14 Feb 2023
Jim Rowan tells analysts that the EV tipping point, and price parity with combustion engined cars, is fast approaching. He’s backing the new small SUV to power growth.
Volvo Car’s strategy to go all-out on electric vehicles globally by 2030 will pay dividends – giving its cars and customers critical advantages over rival carmakers trying to sweat ‘legacy’ diesel and petrol technology, according to Global CEO Jim Rowan.
Taking questions from analysts around high Lithium prices, a key battery component; supply chain disruption; the heavy investment required to flip to all-electric production and; whether Volvo can meet its mid-decade target to double production to 1.2 million cars, Rowan was upbeat.
“The industry is in transition. When it is a technology transition, it can look like transformation will come at a linear pace. But when the technology becomes more mature – when costs come out of the equation – when the friction factors of charging infrastructure and range start to be eliminated, then you hit that inflection point,” said Rowan.
“When you hit that inflection point, the gradient of the [transformation] curve goes up very quickly … And if you don’t invest ahead of the curve, you miss that inflection point. Which means when the market changes, you’re not ready. So we invest ahead of the curve.”
Lithium prices present a “headwind”, Rowan acknowledged. But he thinks price inflation “will die away” as new technologies drive down battery costs.
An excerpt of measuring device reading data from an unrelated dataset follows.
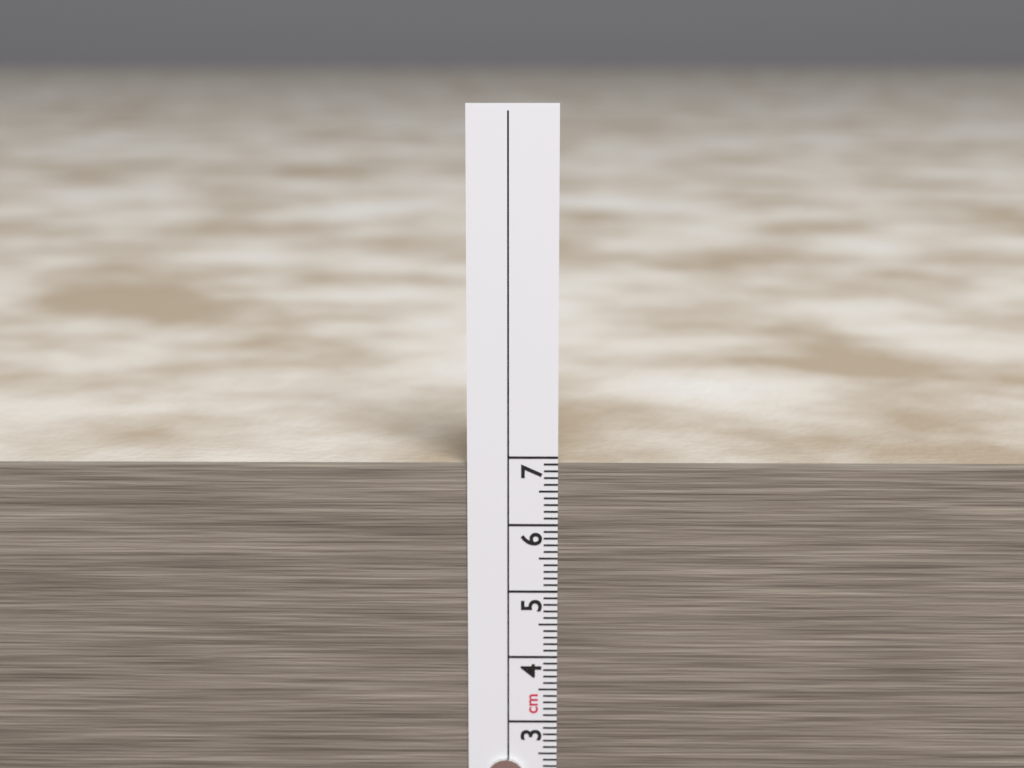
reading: 6.9 cm
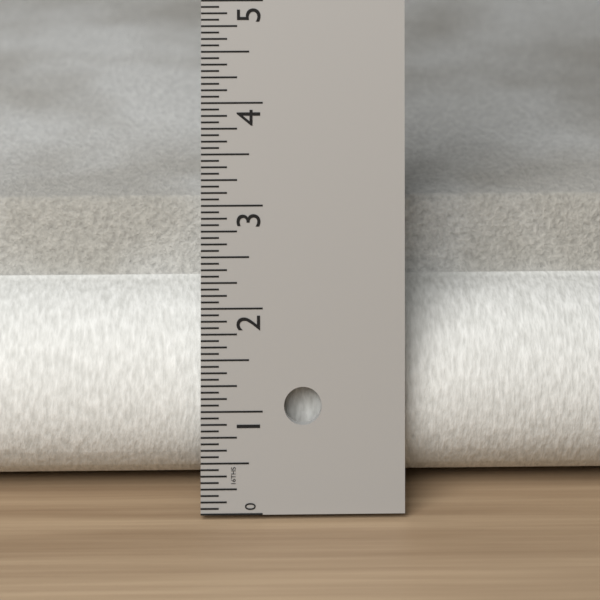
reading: 2.5625 in
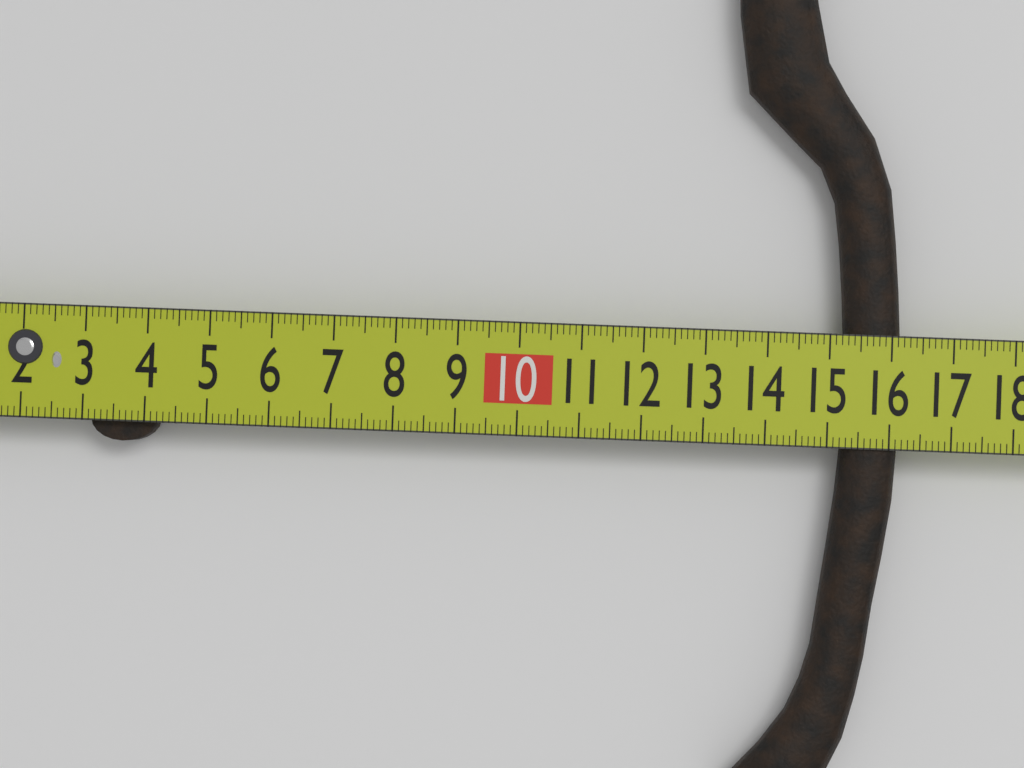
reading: 16.2 cm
Rowan predicts “price parity”, i.e. pure electric cars will cost the same to buy as petrol or diesel equivalents, by 2025. “That is when I think that inflection point will kick-in – and the market [will witness] a much higher gradient to full BEV [battery electric vehicle] adoption,” said Rowan.
“Lead times vary between models and markets.”
That timing would perfectly align with Volvo Car Australia’s ambition to sell only pure electric cars from 2026. Rowan suggests carmakers – and those planning to buy a new car over the next few years – should read the auguries.
“Globally last year we saw new BEV sales increasing by 61 per cent – and ICE [internal combustion engine] sales falling by 15 per cent,” said Rowan. “That is a big data point and it’s telling you the market is moving towards electrification – so you best get ready.”
**Small SUV, subscription models to drive growth**
Volvo’s forthcoming small SUV will attract younger “Gen Z” electric vehicle customers – and play a major role in driving growth, according to Rowan.
“[The new pure electric SUV] will take up a new position in the market … the lower price point will allow us to pick up [younger customers] in a major way and it won’t be cannibalistic to our existing sales,” he said. “We think it will be a nice volume car for us.”
Rowan believes subscription models will also attract a younger customer base – and thinks subscription economics stack up because pure electric vehicles have higher residual values than petrol and diesel cars.
“When we release the small [pure electric] SUV and put that on a subscription-based ownership model, it allows us to talk to brand new customers,” said Rowan. “Gen Z drivers who are coming to the car market for the first time, because it makes it affordable.”
**Supply versus demand**
Rowan pointed to Volvo’s strong global order book as another sign that demand is rising, though the company is also working through a backlog created by supply chain disruption on the back of Covid.
“I think we’ll end the year with almost the same backlog as we started the year. I don’t think we’ll make headway into that in 2023,” said Rowan. But supply constraints are not uniform, he acknowledged: “Lead times vary between models and markets.”
Volvo Car Australia, for example, currently has a healthy stock of C40 Recharge single motor variants for February and March, with MD Stephen Connor in last month citing “positive conversations with our factories about getting more units into Australia” in 2023 in a bid to more than double EV sales.
Rowan said Volvo Cars’ expanded production capacity should help to ease constraints leading into 2024, “which suggests a smaller lead time to customers.”